25 Feb 2022

Omicron surge: Kiwis overseas on what the Covid-19 wave is like

1:49 pm on 25 February 2022

New Zealand is now heading into the full Omicron surge, with case numbers expected to skyrocket to a peak and then fall away again - a curve seen everywhere else that has had an Omicron outbreak.

How do we prepare ourselves for the inevitable? New Zealanders who've lived through an Omicron wave elsewhere in the world have some advice.

A man crosses a street in Melbourne on October 11, 2021, during a lockdown against Covid-19 coronavirus as Sydney ended a 106-day lockdown.

(file photo) A man crosses a street in Melbourne in October 2021, during a lockdown against Covid-19. Photo: AFP

The days of few Covid cases and a strategy of eliminating community transmission are in the distant past. New Zealand, like many other countries, has a Covid wave ripping through the country.

Rosa Reynolds, a New Zealander living in Melbourne, has already gone through this shift in mentality.

"I'd gone two years-ish without knowing anyone who'd caught Covid, or one friend, by December [2021]. Then by mid-January [2022], I think more of my friends had had it than hadn't," Reynolds said.

It was similar for Dillon Harre, a New Zealand musician in Sydney.

"I don't know if any of my friends didn't have it. I can't think of a single one that didn't catch it. I caught it," Harre said.

He said none of his friends - who are young, relatively healthy, and vaccinated - had any bad symptoms.

Reynolds said it varied in her friend group.

"Any time a friend told me that they had Covid I would be a little bit concerned for them. You never really know how it's going to affect people. Across my friendship group, some people did not have symptoms at all, and some of them got relatively sick, bedridden for a few days... it was just kind of random [who it affected]."

Reynolds said so many people were getting it, shops and businesses would be closed at short notice because they didn't have enough uninfected staff.

"My kid's daycare has shut a few times. The rubbish truck drivers, there must have been some issue there, because our rubbish wasn't getting taken at the right time. There were supply chain issues so the supermarkets didn't have the right stock."

Harre said one of the more surprising difficulties was differences in attitudes towards the virus within households and friend groups.

"I knew a lot of people who had the attitude of 'I just want to catch it over January when there's nothing on so I can get it over with, have a better immunity, and get on with life', and then there were people who said 'That's incredibly irresponsible'. In every house I knew with three or more people, there was some kind of battle like that going on."

As widely as it will spread, not everyone will get it. Epidemiologists expect about half the country to.

New Zealander George Fenwick lived through the Omicron peak in London in December and January.

He was working a retail job and caught public transport everyday - yet somehow managed to avoid it.

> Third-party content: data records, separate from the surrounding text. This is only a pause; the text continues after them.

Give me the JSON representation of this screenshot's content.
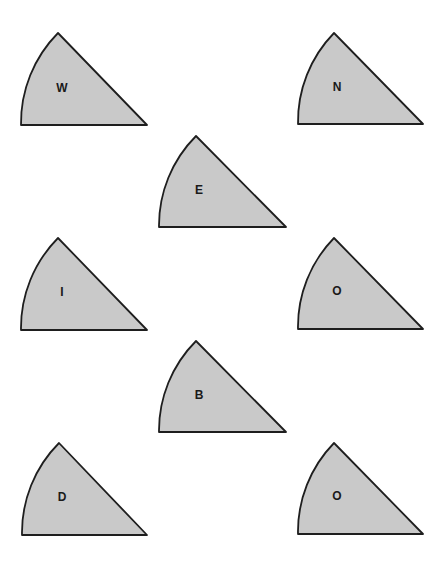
{
  "diagram": {
    "fill_color": "#c9c9c9",
    "stroke_color": "#1e1e1e",
    "background": "#ffffff",
    "pieces": [
      {
        "label": "W",
        "apex": [
          58,
          33
        ],
        "bottom_left": [
          21,
          125
        ],
        "bottom_right": [
          147,
          125
        ],
        "label_pos": [
          62,
          88
        ]
      },
      {
        "label": "N",
        "apex": [
          334,
          33
        ],
        "bottom_left": [
          298,
          124
        ],
        "bottom_right": [
          423,
          124
        ],
        "label_pos": [
          337,
          87
        ]
      },
      {
        "label": "E",
        "apex": [
          196,
          136
        ],
        "bottom_left": [
          159,
          227
        ],
        "bottom_right": [
          286,
          227
        ],
        "label_pos": [
          199,
          190
        ]
      },
      {
        "label": "I",
        "apex": [
          58,
          238
        ],
        "bottom_left": [
          21,
          330
        ],
        "bottom_right": [
          147,
          330
        ],
        "label_pos": [
          62,
          292
        ]
      },
      {
        "label": "O",
        "apex": [
          334,
          238
        ],
        "bottom_left": [
          298,
          329
        ],
        "bottom_right": [
          423,
          329
        ],
        "label_pos": [
          337,
          291
        ]
      },
      {
        "label": "B",
        "apex": [
          196,
          341
        ],
        "bottom_left": [
          159,
          432
        ],
        "bottom_right": [
          286,
          432
        ],
        "label_pos": [
          199,
          395
        ]
      },
      {
        "label": "D",
        "apex": [
          59,
          443
        ],
        "bottom_left": [
          22,
          535
        ],
        "bottom_right": [
          147,
          535
        ],
        "label_pos": [
          62,
          497
        ]
      },
      {
        "label": "O",
        "apex": [
          334,
          443
        ],
        "bottom_left": [
          298,
          534
        ],
        "bottom_right": [
          423,
          534
        ],
        "label_pos": [
          337,
          496
        ]
      }
    ]
  }
}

"I was expecting to test positive any moment. Especially ... in retail there were people coming in without masks and coughing. Also the fact that I was public transiting every meant that I thought it was an inevitability."

Fenwick said the virus caused its own restrictions, even in the absence of government ones.

"There was a period where no one could hang out anyway. Even if you didn't have Covid, all your friends had it anyway. So there was another weird, self-imposed lockdown there."

Before this wave New Zealand's peak daily case number was 222.

On Thursday there were over 6000 reported, for the first time including results from both rapid antigen and PCR tests, nearly 30 times more.

Psychological shift

Tony Blakely, another New Zealander in Australia, is also an epidemiologist at the University of Melbourne.

"This is a big pivot psychologically and sociologically. You think we've done so well with elimination and now we've got the virus flooding through. The reality is about half the New Zealand and Australian population will be infected by this Omicron. That's okay-ish, as long as we can protect the elderly so they're less likely to be infected," Blakely said.

By mid-March Dr Blakely said we could have hit our peak of possibly 15,000 or 20,000 reported cases a day.

But this will actually mean there's 80,000 to 100,000 infections, Blakely said, with many people not getting a test or not having any symptoms. They will have Covid, but won't be formally counted as a case.

"You or your friends are going to get sick with Omicron. The majority of them will be quite mild, but you'll also notice quite a few of them have relapsing fatigue for a few weeks after - I know I had that myself. But for the vast majority it is quite mild. Again, the trick here is to protect the vulnerable and elderly so they're not the ones that get infected."

So we're staring down a tough couple of months.

"Another way to look at it is we've had a remarkably good few decades living on this planet, and in countries like New Zealand and Australia. Here we go: we've got a pandemic, but we can get our way through it and it will pass."

Blakely said people could prepare by thinking about what they might need if they were sick, such as panadol, or having to isolate, like access to food.